Britain has changed profoundly in the 50 years since the end of the second world war. When the Institute of Contemporary British History was founded in 1986 by Peter Hennessy and myself, serious historical study of the period was comparatively slight. Peter and I had both been fired by a vision given us by that great educationalist Lord Boyle that the near past was a "twilight zone", forgotten by the contemporary media, but too recent for the history profession to take seriously.

The past ten years have seen a tremendous burgeoning in the study of postwar Britain, reflected in next week's anniversary conference from July 10-14 at Queen Mary and Westfield College, London at which over 150 academics, writers and former policy-makers will speak. The best of the papers are reflected in this Perspective Special - revealing a broad field of interest, with some articles given a topical impetus by the Conservative leadership contest.
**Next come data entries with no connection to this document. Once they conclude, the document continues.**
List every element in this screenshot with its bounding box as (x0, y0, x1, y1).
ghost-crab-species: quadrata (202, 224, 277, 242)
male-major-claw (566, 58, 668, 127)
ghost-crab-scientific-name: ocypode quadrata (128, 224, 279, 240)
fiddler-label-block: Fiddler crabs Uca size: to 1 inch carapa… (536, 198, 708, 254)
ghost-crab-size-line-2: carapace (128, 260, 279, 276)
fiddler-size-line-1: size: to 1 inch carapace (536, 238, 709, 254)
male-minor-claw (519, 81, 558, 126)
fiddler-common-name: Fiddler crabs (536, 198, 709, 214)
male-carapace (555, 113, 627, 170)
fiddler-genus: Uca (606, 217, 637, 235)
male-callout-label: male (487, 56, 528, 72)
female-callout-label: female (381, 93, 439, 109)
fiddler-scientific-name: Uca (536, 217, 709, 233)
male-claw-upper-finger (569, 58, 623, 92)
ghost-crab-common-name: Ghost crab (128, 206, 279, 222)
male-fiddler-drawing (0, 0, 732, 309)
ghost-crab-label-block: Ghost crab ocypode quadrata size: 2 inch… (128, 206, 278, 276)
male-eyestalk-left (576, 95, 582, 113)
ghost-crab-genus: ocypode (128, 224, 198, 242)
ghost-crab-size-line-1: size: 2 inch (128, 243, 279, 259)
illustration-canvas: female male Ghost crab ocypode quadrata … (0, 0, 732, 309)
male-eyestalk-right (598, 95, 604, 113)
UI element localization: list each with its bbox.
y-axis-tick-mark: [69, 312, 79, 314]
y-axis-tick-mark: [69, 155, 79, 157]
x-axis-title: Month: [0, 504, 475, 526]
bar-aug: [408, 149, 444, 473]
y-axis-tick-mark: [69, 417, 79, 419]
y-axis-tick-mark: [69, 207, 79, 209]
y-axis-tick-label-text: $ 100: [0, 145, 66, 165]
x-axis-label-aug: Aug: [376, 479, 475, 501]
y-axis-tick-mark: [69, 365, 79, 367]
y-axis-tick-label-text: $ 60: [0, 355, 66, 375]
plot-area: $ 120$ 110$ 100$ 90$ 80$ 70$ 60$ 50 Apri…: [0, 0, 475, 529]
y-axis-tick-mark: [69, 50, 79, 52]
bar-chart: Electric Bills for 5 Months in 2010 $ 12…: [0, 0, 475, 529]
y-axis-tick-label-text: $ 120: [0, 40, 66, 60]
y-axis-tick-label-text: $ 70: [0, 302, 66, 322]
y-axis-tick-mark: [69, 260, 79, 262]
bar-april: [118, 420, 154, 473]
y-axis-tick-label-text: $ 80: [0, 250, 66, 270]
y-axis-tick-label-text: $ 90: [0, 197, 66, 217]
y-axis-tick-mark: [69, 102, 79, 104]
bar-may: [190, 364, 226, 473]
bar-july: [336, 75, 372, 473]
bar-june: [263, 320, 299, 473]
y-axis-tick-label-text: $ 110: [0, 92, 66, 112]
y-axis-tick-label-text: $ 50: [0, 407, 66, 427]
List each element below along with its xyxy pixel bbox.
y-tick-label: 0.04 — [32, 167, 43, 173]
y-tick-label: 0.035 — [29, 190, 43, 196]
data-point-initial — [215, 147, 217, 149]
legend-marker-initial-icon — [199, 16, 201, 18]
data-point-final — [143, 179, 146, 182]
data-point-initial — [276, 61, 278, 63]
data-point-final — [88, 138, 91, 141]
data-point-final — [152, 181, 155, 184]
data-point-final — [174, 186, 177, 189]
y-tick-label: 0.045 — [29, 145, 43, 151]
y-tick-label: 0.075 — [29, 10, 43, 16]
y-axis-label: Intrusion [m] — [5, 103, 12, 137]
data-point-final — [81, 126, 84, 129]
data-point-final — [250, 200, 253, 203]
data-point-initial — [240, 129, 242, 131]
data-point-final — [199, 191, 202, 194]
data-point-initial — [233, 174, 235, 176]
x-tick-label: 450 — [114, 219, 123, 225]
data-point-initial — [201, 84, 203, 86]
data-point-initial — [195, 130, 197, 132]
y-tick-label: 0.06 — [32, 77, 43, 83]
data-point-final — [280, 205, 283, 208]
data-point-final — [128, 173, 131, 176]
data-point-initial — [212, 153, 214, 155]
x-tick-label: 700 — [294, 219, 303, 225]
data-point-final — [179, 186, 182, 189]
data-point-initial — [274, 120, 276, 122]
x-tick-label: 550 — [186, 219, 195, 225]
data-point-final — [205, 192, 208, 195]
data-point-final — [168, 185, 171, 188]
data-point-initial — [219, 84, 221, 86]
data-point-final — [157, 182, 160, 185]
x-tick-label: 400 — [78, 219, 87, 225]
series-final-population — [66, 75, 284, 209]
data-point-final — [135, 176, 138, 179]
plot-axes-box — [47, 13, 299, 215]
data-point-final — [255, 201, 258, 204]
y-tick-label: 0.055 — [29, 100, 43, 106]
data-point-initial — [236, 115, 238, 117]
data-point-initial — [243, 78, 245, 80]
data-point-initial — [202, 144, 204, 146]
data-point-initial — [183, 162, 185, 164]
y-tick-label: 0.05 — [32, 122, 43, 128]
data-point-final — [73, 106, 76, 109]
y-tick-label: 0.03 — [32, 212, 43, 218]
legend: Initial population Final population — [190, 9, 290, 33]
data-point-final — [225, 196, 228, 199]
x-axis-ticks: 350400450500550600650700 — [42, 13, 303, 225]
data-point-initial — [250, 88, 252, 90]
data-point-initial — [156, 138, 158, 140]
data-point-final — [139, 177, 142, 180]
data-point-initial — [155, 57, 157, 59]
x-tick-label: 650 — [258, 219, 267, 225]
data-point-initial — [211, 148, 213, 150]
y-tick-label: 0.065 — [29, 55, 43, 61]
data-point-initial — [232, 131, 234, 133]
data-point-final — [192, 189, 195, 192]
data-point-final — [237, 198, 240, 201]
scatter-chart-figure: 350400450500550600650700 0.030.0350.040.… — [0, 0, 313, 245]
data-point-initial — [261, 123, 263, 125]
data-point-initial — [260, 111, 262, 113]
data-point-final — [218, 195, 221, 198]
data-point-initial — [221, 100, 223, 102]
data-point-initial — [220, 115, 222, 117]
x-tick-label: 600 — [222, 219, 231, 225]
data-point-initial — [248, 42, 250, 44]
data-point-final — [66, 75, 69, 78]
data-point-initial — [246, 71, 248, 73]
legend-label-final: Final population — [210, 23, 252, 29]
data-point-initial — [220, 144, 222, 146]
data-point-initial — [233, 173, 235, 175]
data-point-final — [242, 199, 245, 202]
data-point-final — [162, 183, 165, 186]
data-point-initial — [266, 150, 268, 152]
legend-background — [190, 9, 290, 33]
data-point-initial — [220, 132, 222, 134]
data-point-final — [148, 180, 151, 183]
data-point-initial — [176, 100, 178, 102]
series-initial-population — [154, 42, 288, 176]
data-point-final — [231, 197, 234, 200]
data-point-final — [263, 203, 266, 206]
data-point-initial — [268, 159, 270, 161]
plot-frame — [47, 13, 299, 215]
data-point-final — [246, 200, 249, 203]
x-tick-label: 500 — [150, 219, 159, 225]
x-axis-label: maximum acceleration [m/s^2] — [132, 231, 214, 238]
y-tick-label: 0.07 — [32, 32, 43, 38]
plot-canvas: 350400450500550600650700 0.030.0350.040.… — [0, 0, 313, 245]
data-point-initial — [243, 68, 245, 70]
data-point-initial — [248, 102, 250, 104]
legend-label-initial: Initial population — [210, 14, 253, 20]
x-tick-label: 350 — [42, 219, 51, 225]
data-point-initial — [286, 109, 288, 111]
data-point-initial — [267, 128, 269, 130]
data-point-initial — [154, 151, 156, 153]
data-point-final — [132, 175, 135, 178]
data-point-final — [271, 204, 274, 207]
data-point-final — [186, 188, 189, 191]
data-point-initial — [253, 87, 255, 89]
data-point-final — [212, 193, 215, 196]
Samuel Beer opens with an analysis of the rise and fall of party government in the US and the UK. In the pages that follow Peter Hennessy discusses the changing nature of the premiership, David Cannadine examines the House of Lords, Correlli Barnett dismantles postwar civil servants and Ben Pimlott writes on political biography. Jose Harris offers a paper on political thought and the postwar state, while Nicholas Timmins summarises the findings of his new book on the welfare state. John Charmley delivers his latest attack on Winston Churchill, and Lord Roll on errors in British economic policy.

The articles are not all gloom, though decline is undoubtedly an enduring theme of postwar British history. We hope that the articles that follow will shed light on the twilight zone.